All of this is put into form again, on two residential buildings: Habitar 72 (left) and Habitar 74 (right).
Maybe I will have the opportunity of interviewing Giancarlo next week. Please leave a comment if you´d like me to ask something in particular.
Habitar 7.2
This Project is located on a residential neighborhood on the east side of the city, formed by 7 stories tall adjacent buildings. On this specific site, we had a 7 stories tall blind wall of a building to the east, and isolation was required by regulation to the west side, overlooking the mountains, next to a school. Given that, the building is adjacent to the building to the east, with a perforated wall over the street, which contains the double height of the apartments. Over the west side, the project opens with large windows.
The plot is long (45m) and thin (12m), but zoning requires 4m of separation, which ends up on a 35x8m useful area. This defined two apartments per floor, for the best views and daylight conditions.
The duplex apartments were developed as empty volumes to be occupied and designed according to the requirements of each client. Given that, apartments have an open plan, with service pipelines on the back that allow for the maximum flexibility to let each module to be treated as a complete autonomous element.

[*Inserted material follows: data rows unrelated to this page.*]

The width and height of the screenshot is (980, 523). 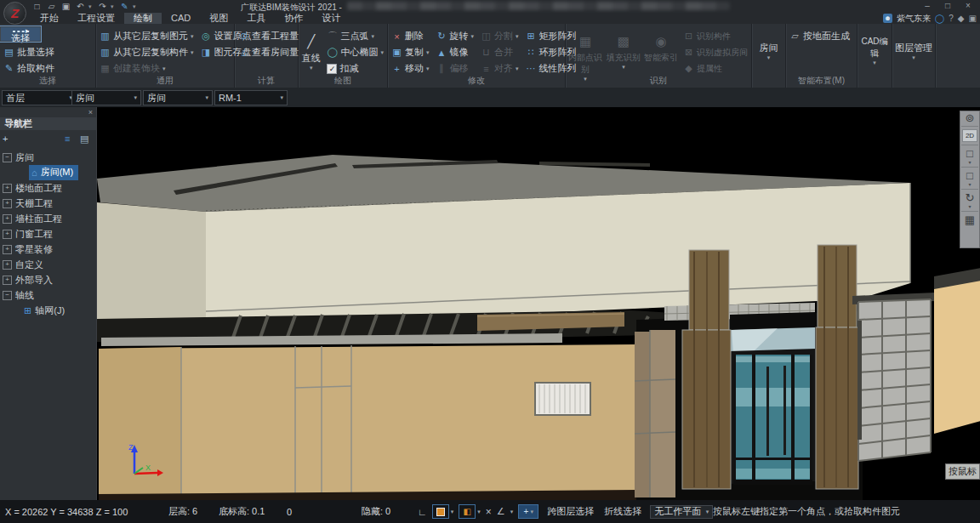 What do you see at coordinates (15, 14) in the screenshot?
I see `app-logo: Z` at bounding box center [15, 14].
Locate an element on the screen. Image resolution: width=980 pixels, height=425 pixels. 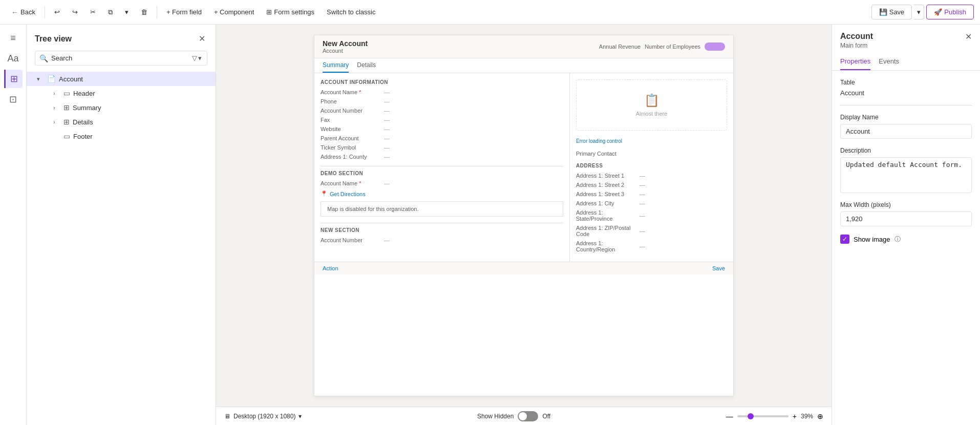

The project is developed as a traditional pillar/beam structure, with walls finished on white-bone concrete, brown stone floors and transparent and colored glass panels, that hide service zones to the outside.

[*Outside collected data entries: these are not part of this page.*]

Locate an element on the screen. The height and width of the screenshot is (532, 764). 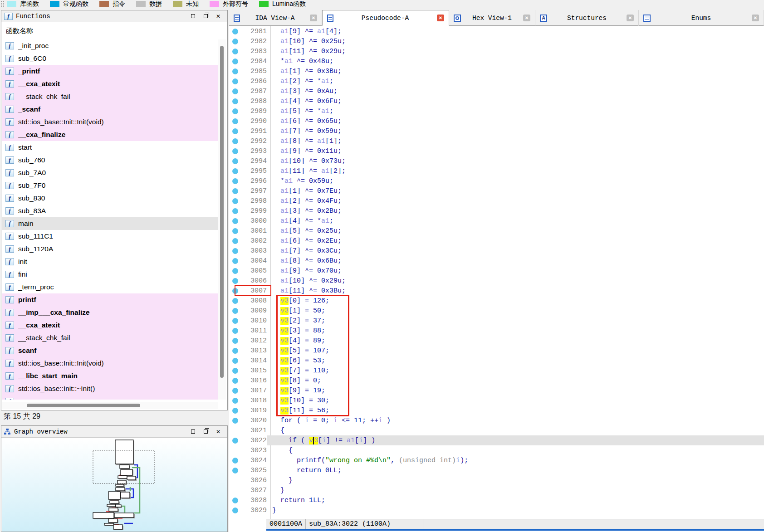
code-line: 2994 a1[10] ^= 0x73u; is located at coordinates (496, 161).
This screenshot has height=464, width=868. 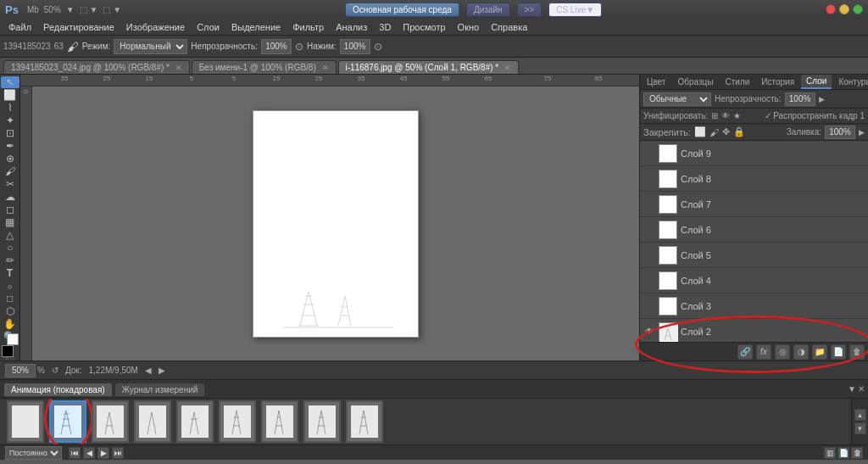 What do you see at coordinates (322, 422) in the screenshot?
I see `anim-frame-8: 8 0 сек.` at bounding box center [322, 422].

The first floor has a latticed wooden wall that uniforms, while giving character to, the entrance.
Habitar 7.4
A veil to the city
This Project is located on a residential neighborhood on the east side of the city, formed by 7 stories tall adjacent buildings. On this specific site, we had a 7 stories tall blind wall of a building to the north and were required to be isolated from a 5 stories tall building to the south.
Given that, the building is adjacent to the one on the north, using similar colors (wood) for integrations. Over the east side a latticed wood veil gives depth and natural daylight, while distancing from the neighbor building.
Over the long facade, linear openings overlook the mountains and the gardens of an adjacent school. Over this openings, colored glass panels allow for sun and win control, coming from the east.
Several apartment typologies were developed: duplex, full floor and others. Floors were developed as big open spaces on which isolated cubes at the center contain vertical circulations, with services (kitchen, bathrooms) on the east side. This results on facades free of walls, with daylight entering by 3 open sides. The terraces were designed as vertical gardens overlooking the city.